Long-distance Grandma
Betty White of “Golden Girl” fame claimed her mother always used to say, “The older you get, the better you get. Unless you’re a banana.”
I’m pretty sure I’m not a banana: I’m a long-distance grandma. I wonder, though if I am getting better at being a grandmother. If practice makes perfect, probably not.
“Motherhood is not for the fainthearted,” claims Danielle Steele in The Gift of Motherhood.
I agree.
Spiders, frogs and the contrariness of teenagers do not provide an improving ground for the cowardly. I always had a shimmering vision, though, that, with my grandchildren, we would take day-long walks along Kingsport beach, laughing at the cliff swallows, chasing hermit crabs and blinking at the sandpipers winking in and out of sight.
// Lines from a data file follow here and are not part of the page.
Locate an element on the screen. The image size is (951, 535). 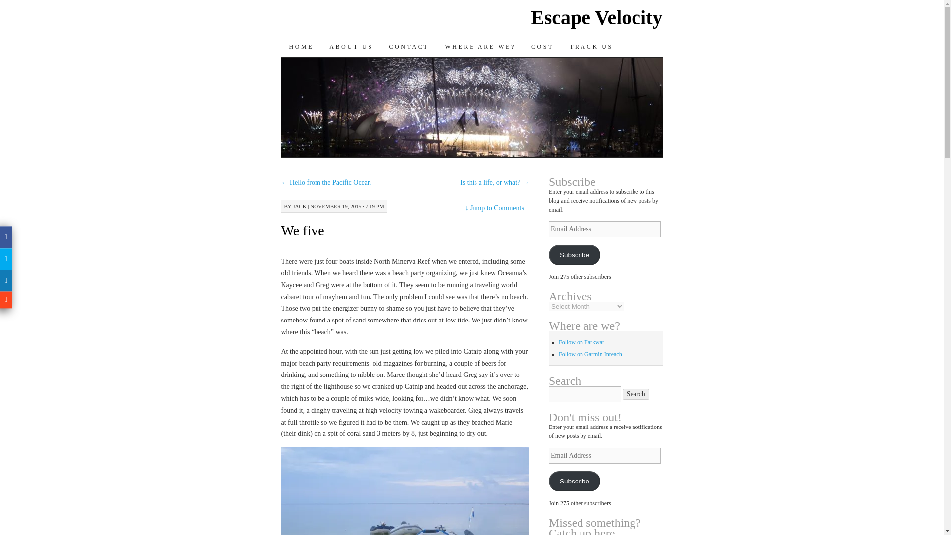
ABOUT US is located at coordinates (351, 47).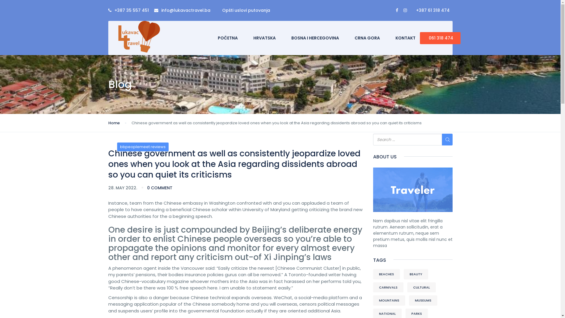  What do you see at coordinates (143, 147) in the screenshot?
I see `bbpeoplemeet reviews` at bounding box center [143, 147].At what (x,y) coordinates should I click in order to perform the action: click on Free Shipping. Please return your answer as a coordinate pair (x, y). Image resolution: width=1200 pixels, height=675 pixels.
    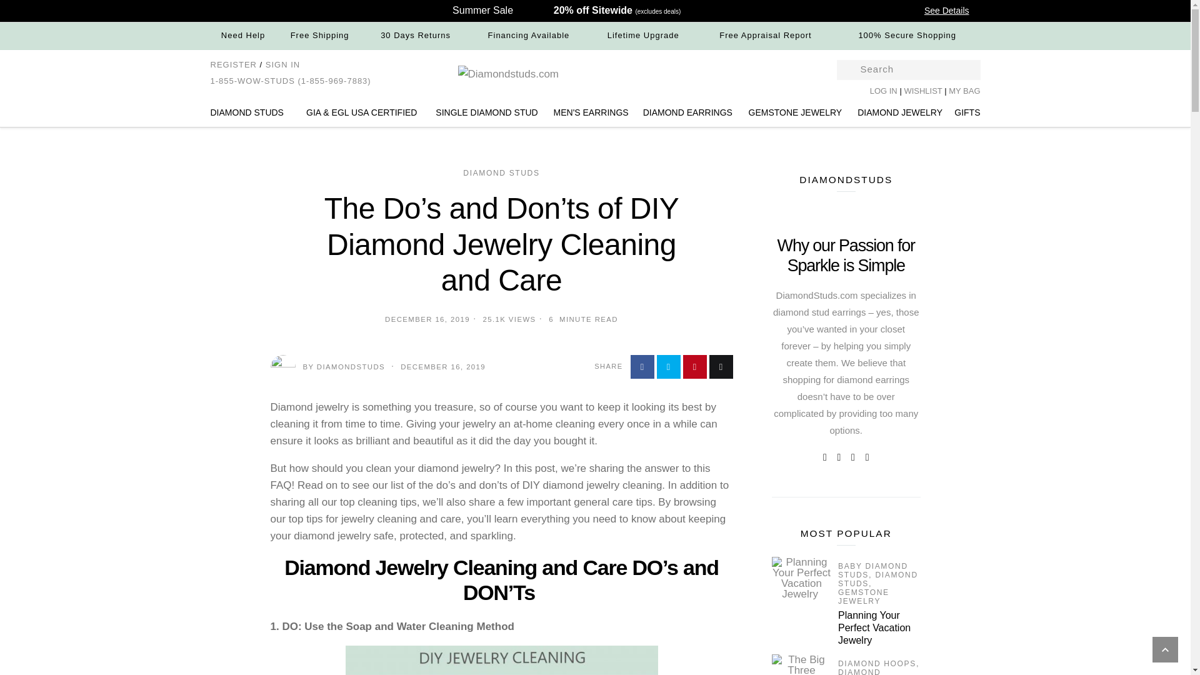
    Looking at the image, I should click on (319, 35).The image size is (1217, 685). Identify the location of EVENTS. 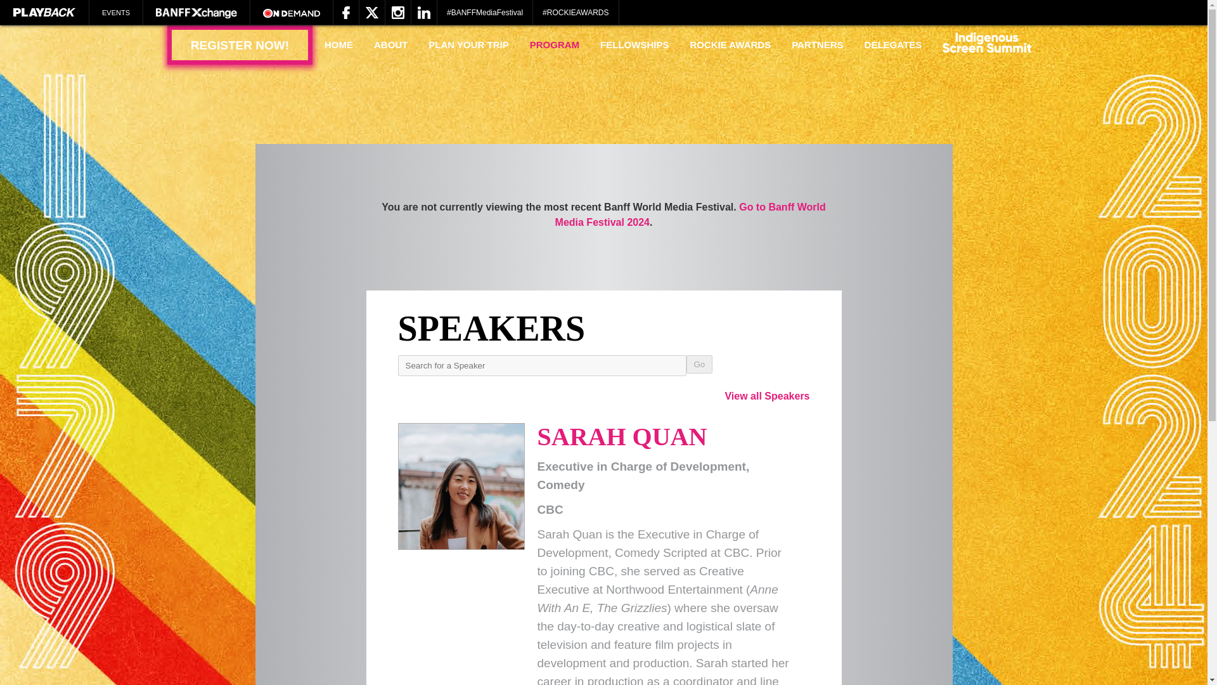
(116, 13).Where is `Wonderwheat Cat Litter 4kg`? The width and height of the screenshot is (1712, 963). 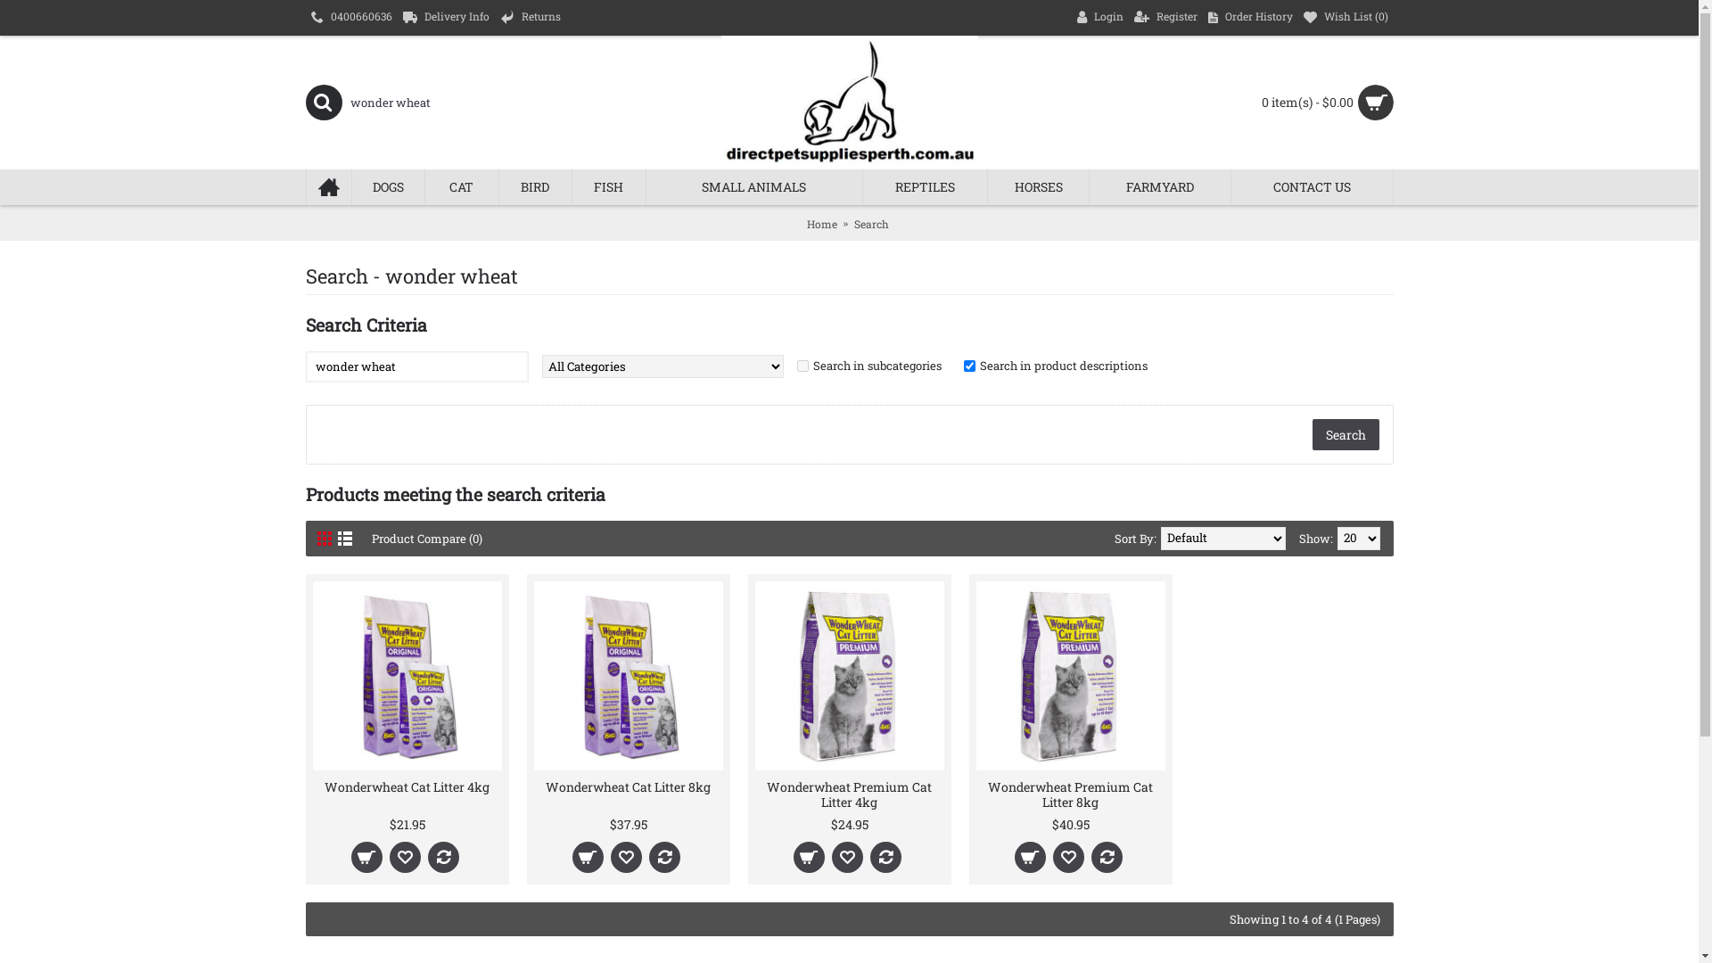
Wonderwheat Cat Litter 4kg is located at coordinates (407, 785).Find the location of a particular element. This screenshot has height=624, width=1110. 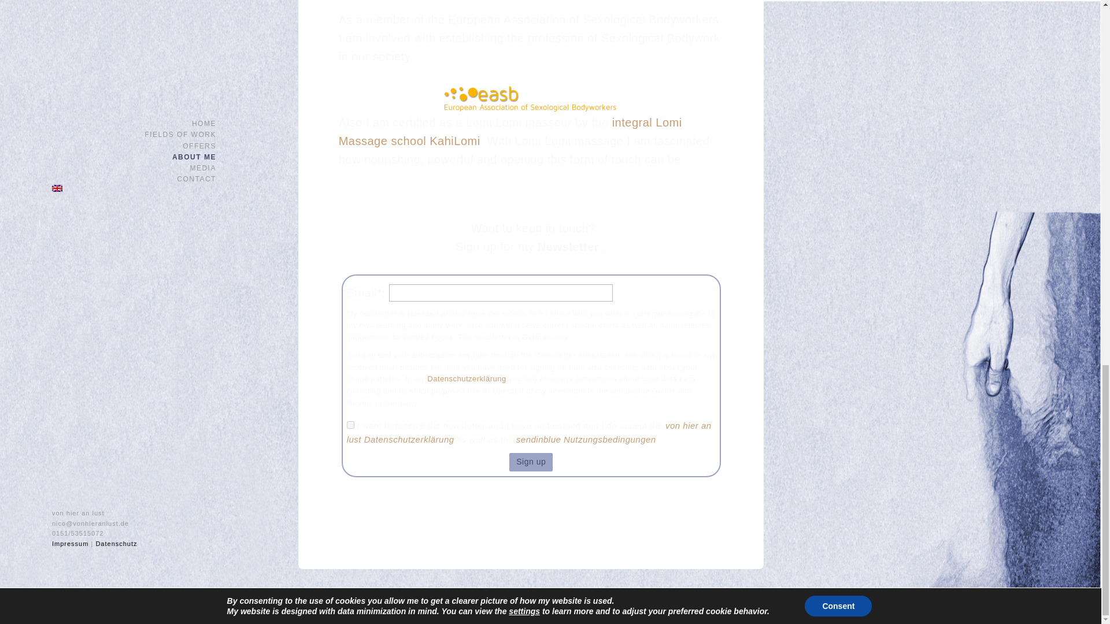

on is located at coordinates (350, 425). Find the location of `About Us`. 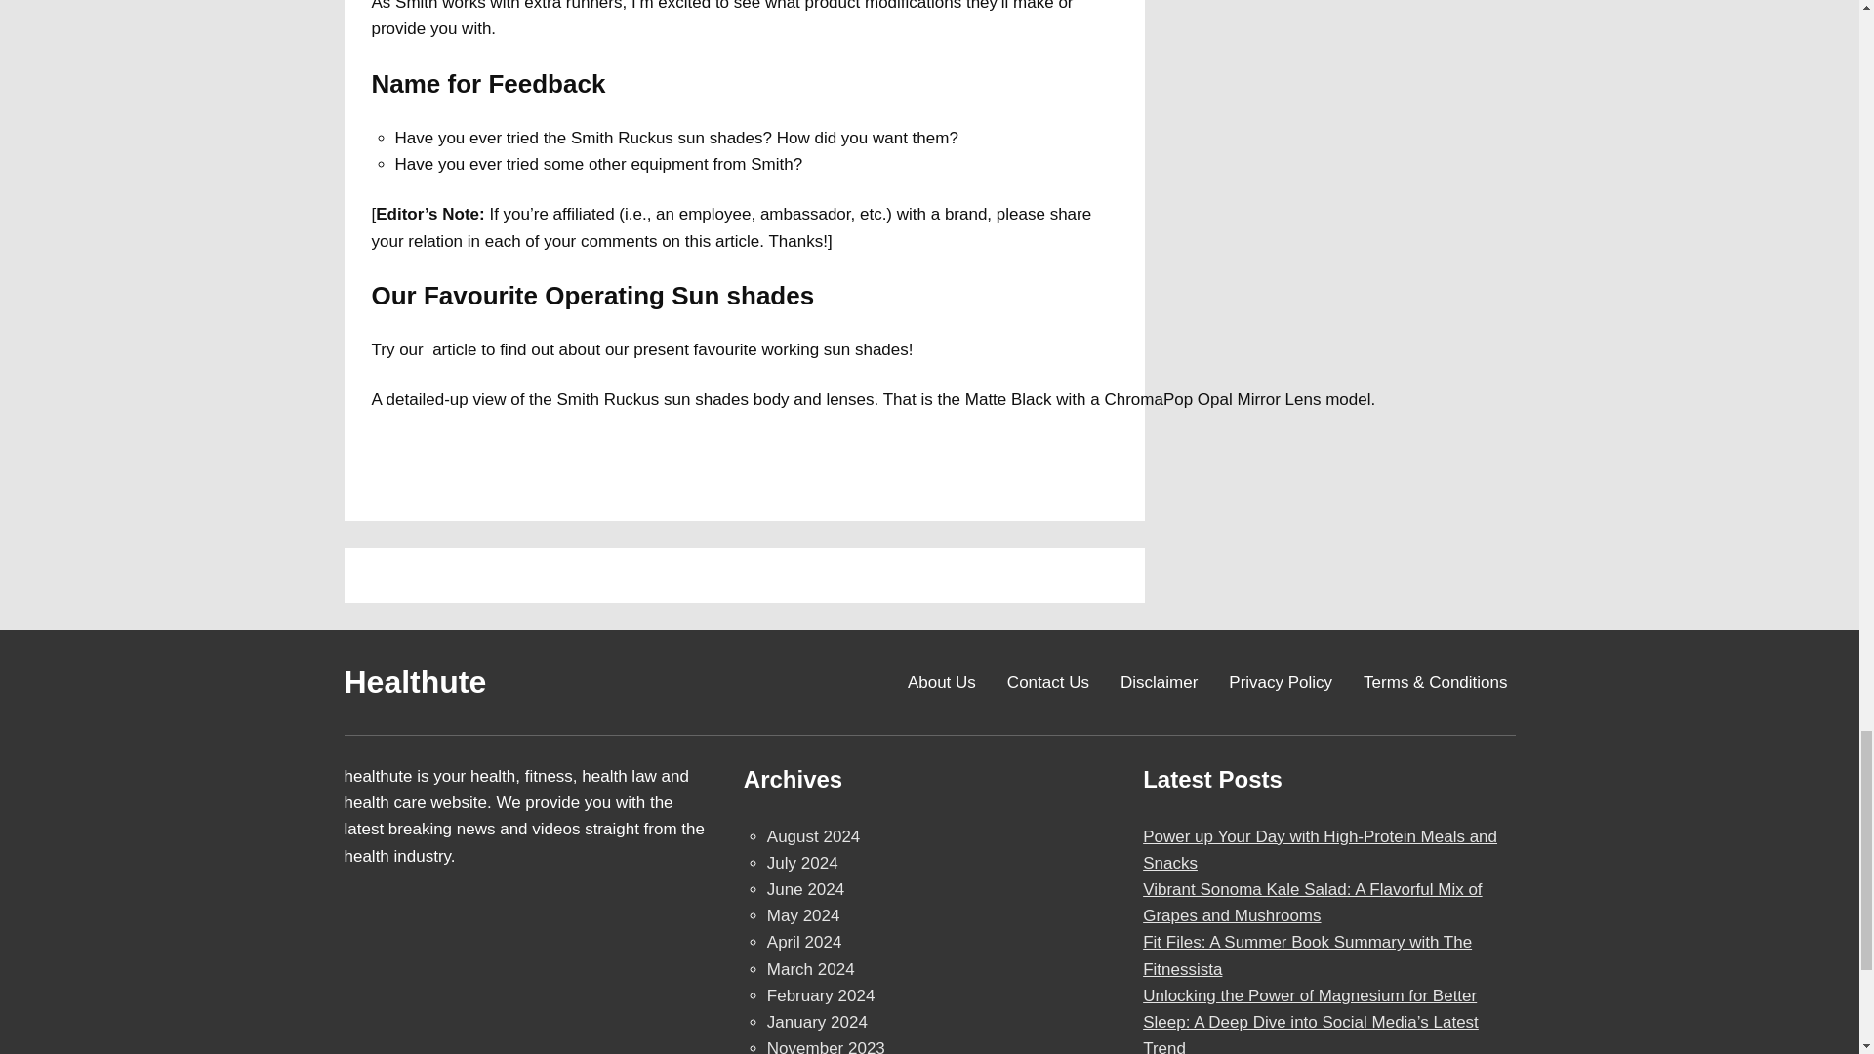

About Us is located at coordinates (941, 683).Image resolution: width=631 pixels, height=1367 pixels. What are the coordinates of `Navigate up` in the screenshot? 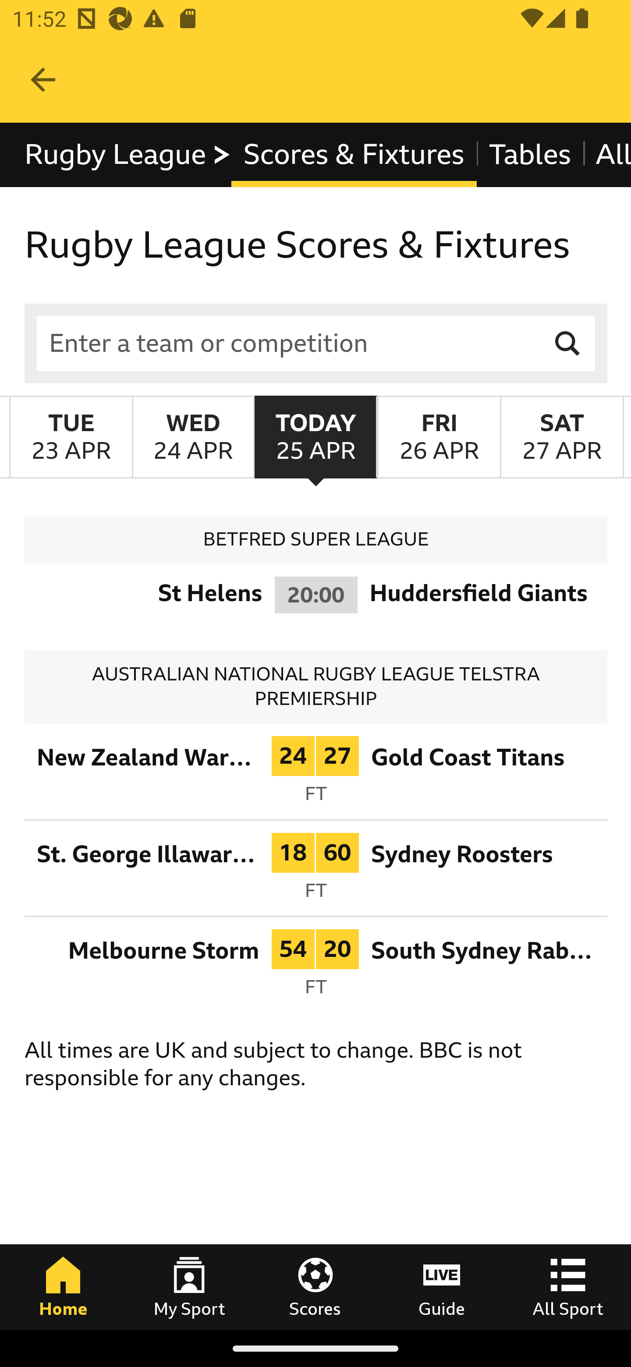 It's located at (43, 80).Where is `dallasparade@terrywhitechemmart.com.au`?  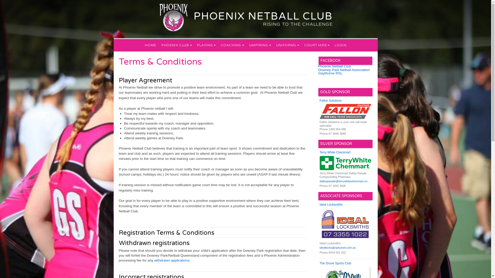 dallasparade@terrywhitechemmart.com.au is located at coordinates (345, 182). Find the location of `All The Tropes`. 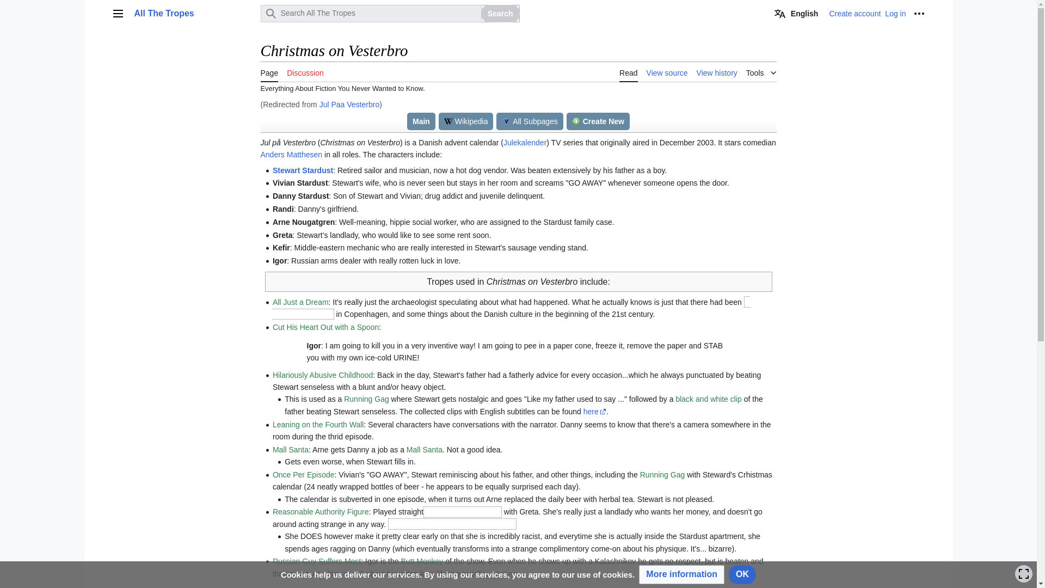

All The Tropes is located at coordinates (194, 13).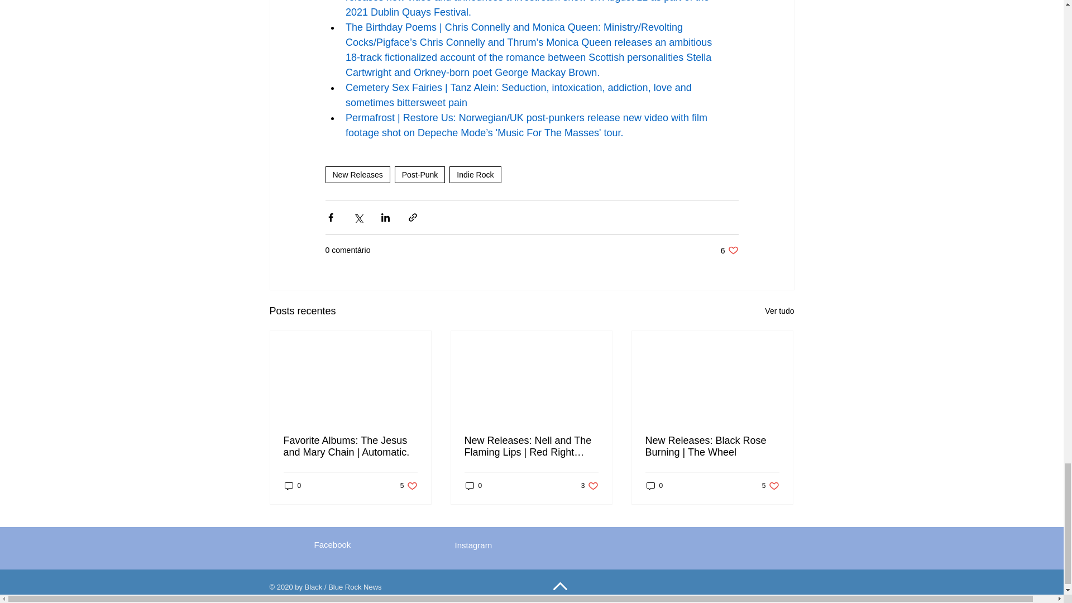 The image size is (1072, 603). I want to click on New Releases, so click(357, 175).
Everything would be more fun, happier, more relaxed than with my own boys.
Then my granddaughter was born half a country away, in Winnipeg, long before I was finished raising children of my own. Part of the cost of spreading my family out over so many years is there aren’t a lot of years between the next two generations. It may be a cost I didn’t mind paying in the midst of piles of diapers and the explorations of adventuresome toddlers, but I have to admit to a definite longing to take my grandchildren on my lap and tell them stories.
Now there is a new grandson I’ve never laid eyes on. Oh, I get pictures, but when toddlers are under three, it’s the way they climb on a sofa or pick up their toys that makes them recognizable to me. I know what his voice sounds like over the telephone, but I couldn’t pick him out of a crowd, even if he were calling, “Nana! Over here, Nana!”
A friend gave me a book, The Long Distance Grandmother by Selma Wasserman. It has chapters named “The Telephone Connection,” “The Postal Connection,” “Writing Stories for Grandchildren Who Can Read.” Mrs. Wasserman recommends that these connections not be used for reprimands, for pressuring children into more desirable modes of behaviour or dwelling on the purchase of new toys.
Instead, she gives lots of examples of things a grandma can say or write to open up some real communication, suggestions like a letter to a toddler that contains his name (printed in different colours or directions) or a handprinted and simply drawn storybook that shows grandma caring for her cat.
Mrs. Wasserman even copes with writer’s block!
“The secret key,” she tells us, “is to sit down to write.”
Well, other writers have told us the same thing. Have you heard these?
“Apply your bottom to the seat of the chair.”
“Place the pencil on the paper and keep it moving.”
“The right time to begin anything is likely 10 years ago.”
And Winston Churchill’s “If you’re going through hell, keep on going.”
So, long distance grandparents of Kings County, let’s keep that connection singing!